Wilson’s alliance with Eduardo and Elaine allows for some requisite discourse on Tinseltown as well as playing up the fish-out-of-water elements to the story. Sure, it is all rather conventional, to a point, but Soderbergh and Dobbs have a more existential agenda and soon the looming shadow of Peter Fonda’s dubious rock impresario, Terry Valentine, makes for the most likeliest of suspects. As far as villains go, he’s sympathetic straight away, and as amiable as Wilson is no-nonsense.

“A revenge thriller told as an acid flashback, The Limey slips between time frames and points of view, mingling its onscreen story with its actors’ histories: Terence Stamp and Peter Fonda—cannily cast as a sleazy counter cultural entrepreneur—are riffing on their screen personae as much as they’re playing roles, although Soderbergh and writer Lem Dobbs keep their cinematic reference points below the surface.”

– The A.V. Club

 

We should forgive our enemies, but not before they are hanged

THE LIMEY, Peter Fonda, 1999, (c) Artisan Entertainment

For all its noodling and posturing The Limey gleefully behaves as a satiating smorgasbord for both art film fans and noir aficionados. The Cliff Martinez soundtrack sweetens the pot, combining with cinematographer Edward Lachman’s visuals that offer a vibrant snap and a lot of gloriously vibrant Nouvelle Vague vitality.

When Wilson snaps, his anger and repayment becomes a tit for tat display of savagery, and The Limey takes many left field deflections rare to the genre. One top-drawer sequence with a stationary camera, has Wilson, ejected from a warehouse by thugs (real slimeballs who, after beating Wilson, insult both him, and his daughter’s memory), marching right back to them, but the camera is at such a distance that we can barely see what transpires apart from the muzzle flashes of his gun.

Most of what goes on is out of frame, though the sound of gunfire and the screams of men deepen the sense of dread. The result is electric, and the blood-splashed face of Wilson as he returns, howling threats, comes across flush, popping and exploding like fireworks.
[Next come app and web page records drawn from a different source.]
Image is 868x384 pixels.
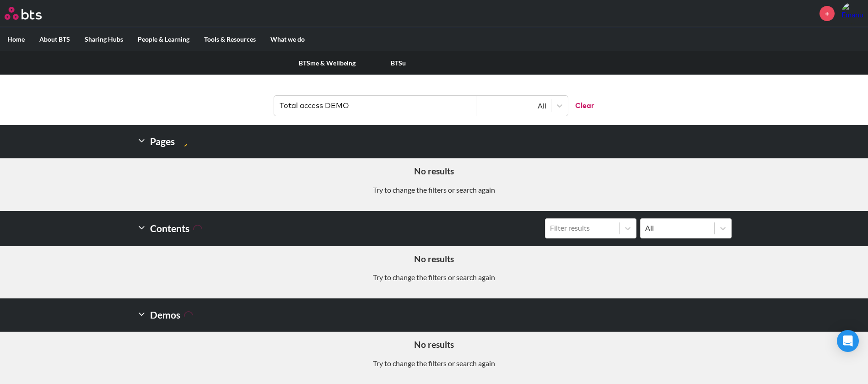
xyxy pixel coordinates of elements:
a: Profile [842,2,863,24]
input: Find contents, pages and demos... [274,96,476,116]
h2: Pages [137,132,188,150]
h5: No results [7,339,861,351]
h5: No results [7,253,861,265]
div: Filter results [550,223,615,233]
button: Clear [568,96,594,116]
label: People & Learning [130,28,197,51]
label: What we do [263,28,312,51]
p: Try to change the filters or search again [7,185,861,195]
label: Sharing Hubs [78,28,130,51]
p: Try to change the filters or search again [7,272,861,282]
a: Go home [5,7,59,20]
a: + [820,6,835,21]
div: All [481,100,547,111]
h2: Demos [137,305,193,324]
h2: Contents [137,218,202,238]
img: Emanuela Fusconi [842,2,863,24]
label: About BTS [32,28,78,51]
h5: No results [7,165,861,177]
img: BTS Logo [5,7,42,20]
div: Open Intercom Messenger [837,330,859,352]
p: Try to change the filters or search again [7,358,861,369]
div: All [645,223,710,233]
label: Tools & Resources [197,28,263,51]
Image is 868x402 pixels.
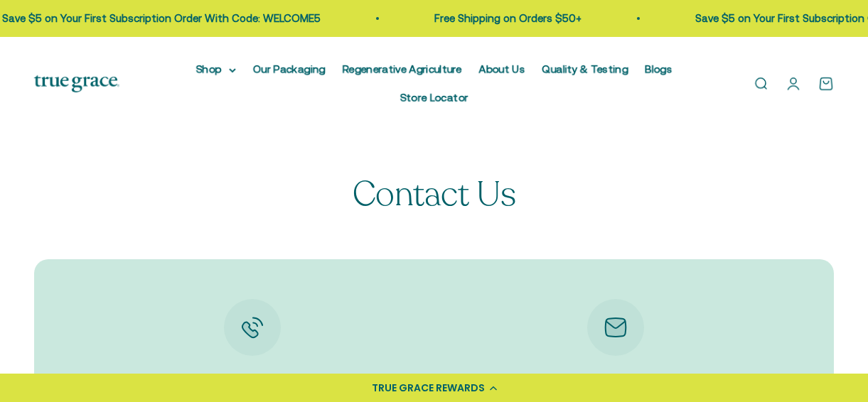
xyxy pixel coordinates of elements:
p: Call Us [170,373,335,393]
a: Blogs [646,64,672,75]
a: Regenerative Agriculture [343,64,462,75]
div: TRUE GRACE REWARDS [372,381,484,396]
a: Free Shipping on Orders $50+ [319,12,467,24]
a: Store Locator [400,92,468,103]
a: About Us [479,64,525,75]
summary: Shop [196,61,236,78]
p: Email Us [493,373,738,393]
p: Contact Us [353,176,515,214]
a: Our Packaging [253,64,326,75]
a: Quality & Testing [542,64,629,75]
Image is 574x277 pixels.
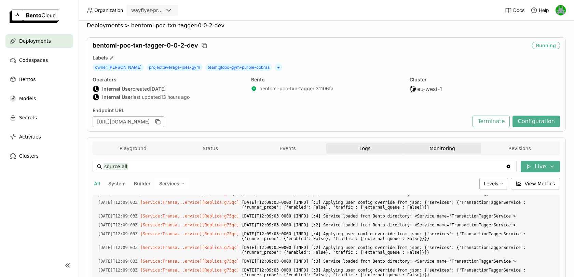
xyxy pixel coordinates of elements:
span: 2025-09-27T12:09:03.212Z [98,212,138,220]
a: Codespaces [5,53,73,67]
nav: Breadcrumbs navigation [87,22,566,29]
span: [DATE]T12:09:03+0000 [INFO] [:2] Service loaded from Bento directory: <Service name='TransactionT... [242,221,555,229]
span: [Service:Transa...ervice] [140,259,202,263]
button: Events [249,143,326,153]
span: Help [539,7,549,13]
span: [Service:Transa...ervice] [140,214,202,218]
span: [DATE]T12:09:03+0000 [INFO] [:1] Applying user config override from json: {'services': {'Transact... [242,199,555,211]
img: Sean Hickey [556,5,566,15]
span: Models [19,94,36,103]
span: 2025-09-27T12:09:03.631Z [98,257,138,265]
span: team : globo-gym-purple-cobras [205,64,272,71]
button: View Metrics [511,178,560,189]
a: Docs [505,7,524,14]
button: Monitoring [404,143,481,153]
span: [Service:Transa...ervice] [140,268,202,272]
div: Endpoint URL [93,107,469,113]
span: Logs [359,145,370,151]
div: last updated [93,94,243,100]
button: System [107,179,127,188]
span: Activities [19,133,41,141]
span: bentoml-poc-txn-tagger-0-0-2-dev [93,42,198,49]
button: Terminate [473,115,510,127]
a: Secrets [5,111,73,124]
span: [Replica:g75qc] [202,268,239,272]
span: [Replica:g75qc] [202,259,239,263]
input: Search [104,161,506,172]
span: [DATE]T12:09:03+0000 [INFO] [:2] Applying user config override from json: {'services': {'Transact... [242,244,555,256]
span: [DATE] [150,86,166,92]
span: [Replica:g75qc] [202,245,239,250]
span: [Service:Transa...ervice] [140,200,202,205]
a: bentoml-poc-txn-tagger:31106fa [259,85,333,92]
button: Playground [94,143,172,153]
a: Clusters [5,149,73,163]
span: 13 hours ago [161,94,190,100]
a: Activities [5,130,73,144]
div: Running [532,42,560,49]
div: Cluster [410,77,560,83]
span: Docs [513,7,524,13]
span: Codespaces [19,56,48,64]
span: eu-west-1 [417,85,442,92]
button: Live [521,161,560,172]
span: 2025-09-27T12:09:03.410Z [98,244,138,251]
div: Operators [93,77,243,83]
span: 2025-09-27T12:09:03.225Z [98,221,138,229]
button: Status [172,143,249,153]
button: Configuration [513,115,560,127]
span: 2025-09-27T12:09:03.131Z [98,199,138,206]
span: [Replica:g75qc] [202,200,239,205]
div: wayflyer-prod [131,7,163,14]
span: [Service:Transa...ervice] [140,245,202,250]
span: All [94,180,100,186]
span: [Service:Transa...ervice] [140,231,202,236]
span: [Service:Transa...ervice] [140,222,202,227]
div: [URL][DOMAIN_NAME] [93,116,164,127]
span: [DATE]T12:09:03+0000 [INFO] [:3] Service loaded from Bento directory: <Service name='TransactionT... [242,257,555,265]
input: Selected wayflyer-prod. [164,7,165,14]
span: Organization [94,7,123,13]
span: Services [159,180,179,187]
div: Labels [93,55,560,61]
span: Clusters [19,152,39,160]
span: owner : [PERSON_NAME] [93,64,144,71]
span: [Replica:g75qc] [202,214,239,218]
span: [DATE]T12:09:03+0000 [INFO] [:4] Service loaded from Bento directory: <Service name='TransactionT... [242,212,555,220]
svg: Clear value [506,164,511,169]
span: [Replica:g75qc] [202,231,239,236]
strong: Internal User [102,86,133,92]
span: 2025-09-27T12:09:03.728Z [98,266,138,274]
div: Levels [479,178,508,189]
span: [DATE]T12:09:03+0000 [INFO] [:4] Applying user config override from json: {'services': {'Transact... [242,230,555,242]
div: IU [93,94,99,100]
span: Levels [484,180,498,186]
button: Builder [133,179,152,188]
span: [Replica:g75qc] [202,222,239,227]
span: Secrets [19,113,37,122]
a: Models [5,92,73,105]
div: Help [531,7,549,14]
a: Bentos [5,72,73,86]
span: Deployments [87,22,123,29]
span: Bentos [19,75,36,83]
span: > [123,22,131,29]
span: System [108,180,126,186]
div: created [93,85,243,92]
div: IU [93,86,99,92]
button: Revisions [481,143,558,153]
div: Internal User [93,94,99,100]
span: project : average-joes-gym [147,64,203,71]
div: Bento [251,77,401,83]
span: + [275,64,282,71]
span: Builder [134,180,151,186]
a: Deployments [5,34,73,48]
span: View Metrics [525,180,555,187]
div: Internal User [93,85,99,92]
div: Services [155,178,189,189]
button: All [93,179,101,188]
span: bentoml-poc-txn-tagger-0-0-2-dev [131,22,224,29]
span: Deployments [19,37,51,45]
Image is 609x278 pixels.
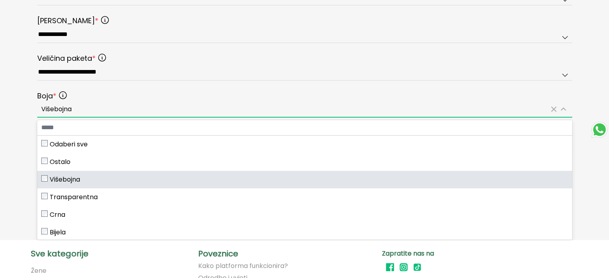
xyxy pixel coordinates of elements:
span: Ostalo [50,157,70,167]
span: Crna [50,210,65,220]
input: Bijela [41,228,48,235]
input: Crna [41,211,48,217]
input: Odaberi sve [41,140,48,147]
p: Sve kategorije [31,250,195,258]
a: Kako platforma funkcionira? [198,263,288,270]
span: Bijela [50,228,66,238]
span: Višebojna [41,105,72,114]
input: Višebojna [41,175,48,182]
p: Zapratite nas na [382,250,563,258]
button: Očisti odabrano [549,105,559,114]
span: Transparentna [50,193,98,202]
span: Boja [37,91,56,102]
span: Višebojna [50,175,80,185]
span: Veličina paketa [37,53,96,64]
input: Transparentna [41,193,48,199]
span: [PERSON_NAME] [37,15,99,26]
input: Ostalo [41,158,48,164]
span: Odaberi sve [50,140,88,149]
a: Žene [31,266,46,276]
p: Poveznice [198,250,379,258]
When I saw this sequence in the theatre I was overcome, stars in my eyes, instantly I connected it to a famous scene with James Cagney in William A. Wellman’s gangster epic from 1931, The Public Enemy, and every bit as powerful.

With The Limey, Soderbergh certainly spoils for the ashen shock of pulp and regularly outstrips them. With a tragic sense of corollary in a Möbius strip morass, Soderbergh lands us in familiar cinematic ground but with astonishing and unexpected upheavals and pathos.

“Tell me…
“Tell me…
“Tell me about Jenny.”

– Wilson (played by Terrence Stamp)

Author Bio: Shane Scott-Travis is a film critic, screenwriter, comic book author/illustrator and cineaste. Currently residing in Vancouver, Canada, Shane can often be found at the cinema, the dog park, or off in a corner someplace, paraphrasing Groucho Marx. Follow Shane on Twitter @ShaneScottravis.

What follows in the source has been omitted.